The pamphlet contained some “suggestions for peaceful demonstration from Palo Alto’s Superpig.” It stated that “If the President and the leaders of the People’s Republic of China can normalize relations between two opposing philosophies, I’m sure we can cooperate to carry on a peaceful demonstration. We are here to insure the safety of all those present. That includes those wishing to demonstrate peacefully. We ask that you let our officers guide your march and assist you in crossing any streets.”
Naturally, there was a backlash from the department’s old guard. One of his officers called it “highly unprofessional for a chief to label himself ‘super pig.’ It makes us piglets….We fail to see any humor or levity in it.” Zurcher later apologized, opting instead for the image of a smiling cartoon chief with a hovering halo. But his earlier cartoon visage was forever immortalized when the Zurcher “Superpig” became the subject of a song on a Cleveland radio station.
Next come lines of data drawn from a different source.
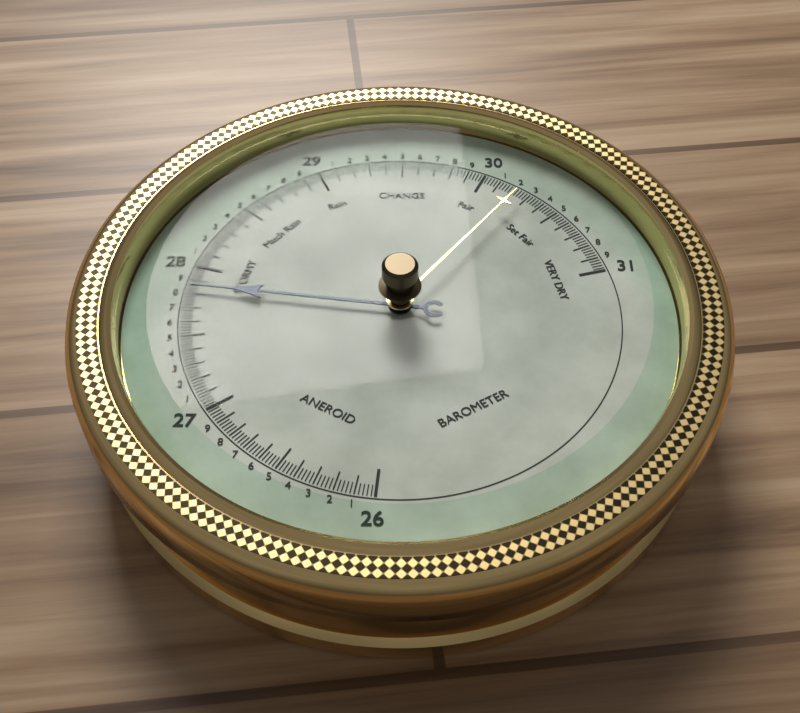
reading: 27.84 (no unit)
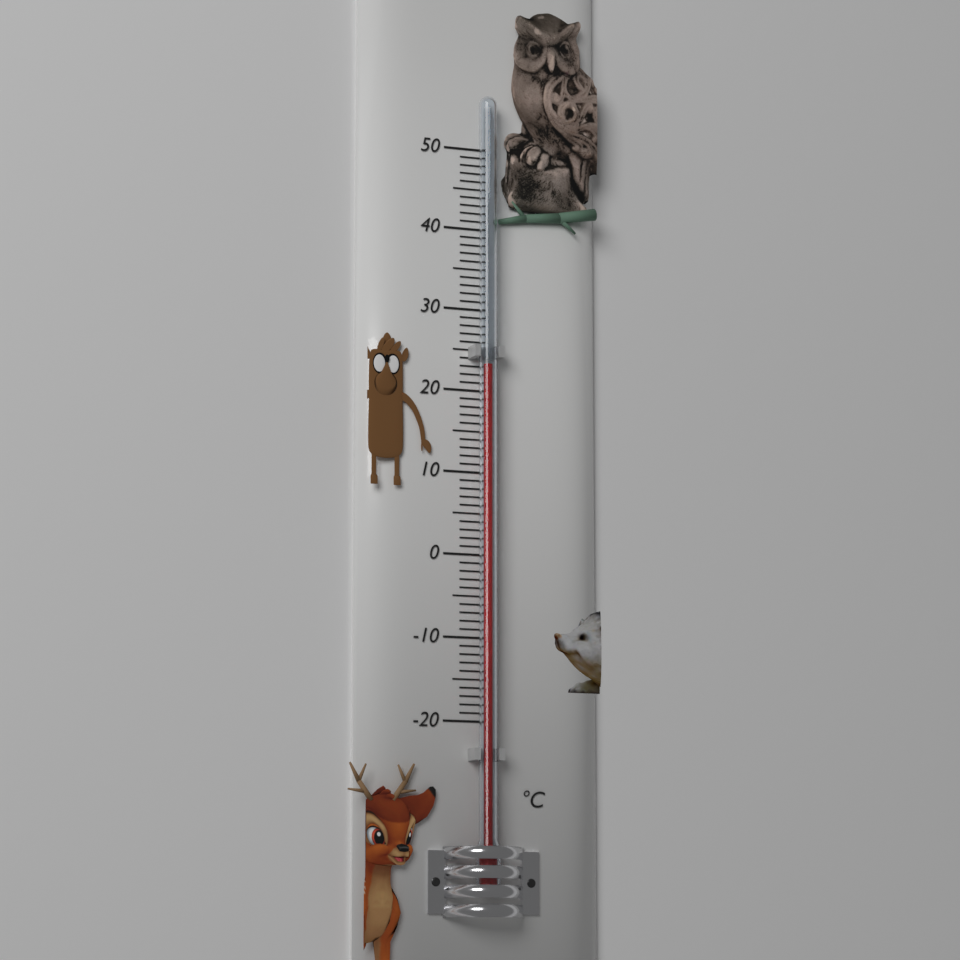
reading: 23 °C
And Zurcher’s original thinking wasn’t just limited to cartoon illustrations. He also brought innovative ideas to potentially dangerous situations. When radical left-wing Venceremos members were accused of aiding in a murder, they holed themselves up inside a house on Channing Avenue. The San Bernardino Sheriff’s department, with plans to break down the door, was gearing up for a potentially deadly shoot-out. But Zurcher had the house surrounded and successfully talked the suspects out without a shot fired. Later, when a torch-lit peace march down University Avenue presented a fire risk, Zurcher had the PAPD purchase 500 candles and pass them out in exchange for torches.
Not to say that he wasn’t tough. Zurcher established effective Embarcadero Road speed traps, closed down prostitution houses disguised as massage parlors, and cracked down on local burglars in South Palo Alto. He also stood by his officers’ right in 1971 to raid the Stanford Daily’s press offices looking for photographic evidence against the Medical Center attackers — although the decision to enter the newspaper headquarters was made without his authorization. The paper sued the department and the case went all the way to the Supreme Court before the PAPD won.
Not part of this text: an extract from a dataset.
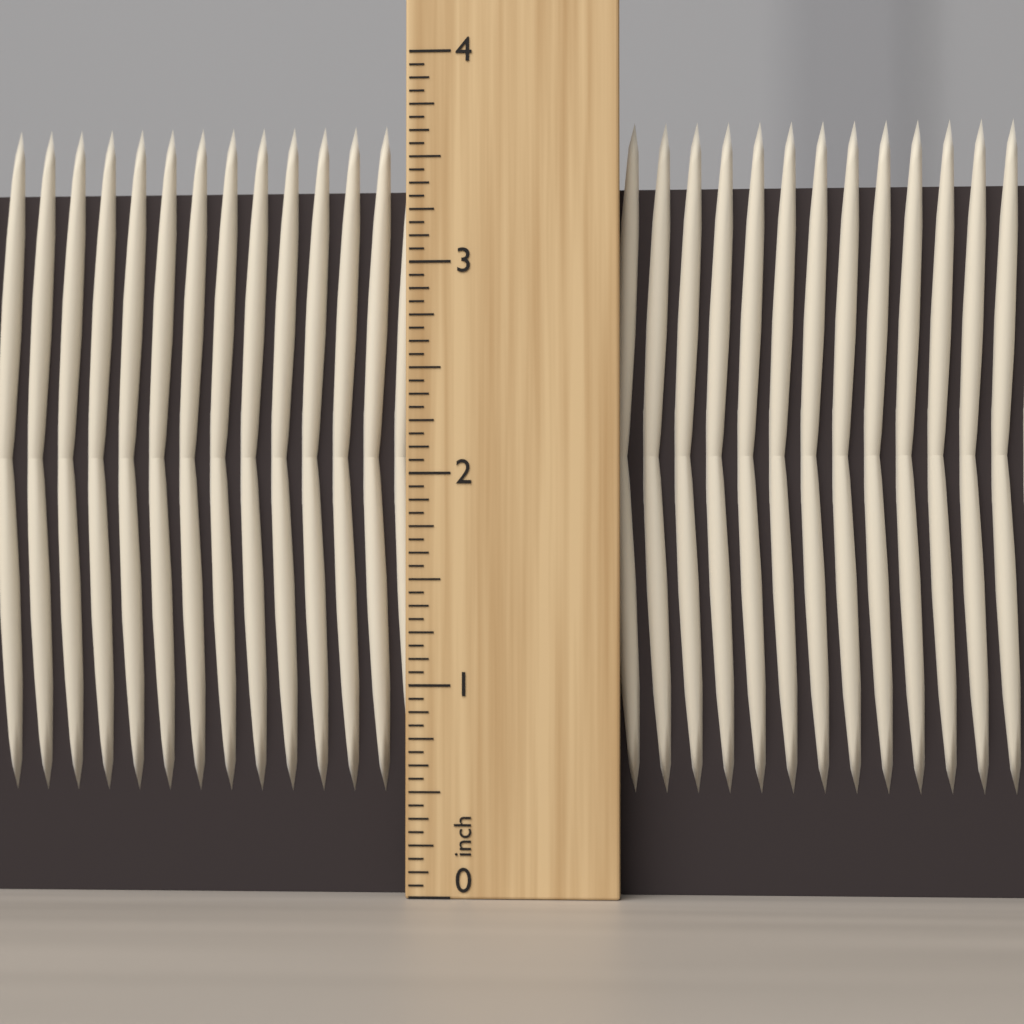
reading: 3.6875 inch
Since Zurcher was the head of the police force, the case became known as Zurcher vs. Stanford Daily, ironically forever branding the chief’s name on the conservative side of a case that one can find today in any law school textbook. After being portrayed in national editorial cartoons as a Gestapo-like gun wielding brute, Zurcher took to wearing a T-shirt proclaiming “I am not an ogre.”
By the time Zurcher retired in 1987 after sixteen years as Palo Alto’s top cop, much had changed in both the city and the country. Long gone were the days of furniture-throwing radicals and Palo Alto policemen in riot gear. A calmer tide of history had washed away much of the bad blood between the PAPD and the community it served. Still, looking back on the progressive policies that have become standard Palo Alto police practice, there no doubt that the innovations of the “Chief Superpig” played a major role.
Zurcher playing his beloved acoustic. (Courtesy Palo Alto Historical Association)
The Super-Pig leaflet.
Zurcher in his office. (Courtesy Palo Alto Historical Association)

Zurcher later went with this less controversial halo cartoon.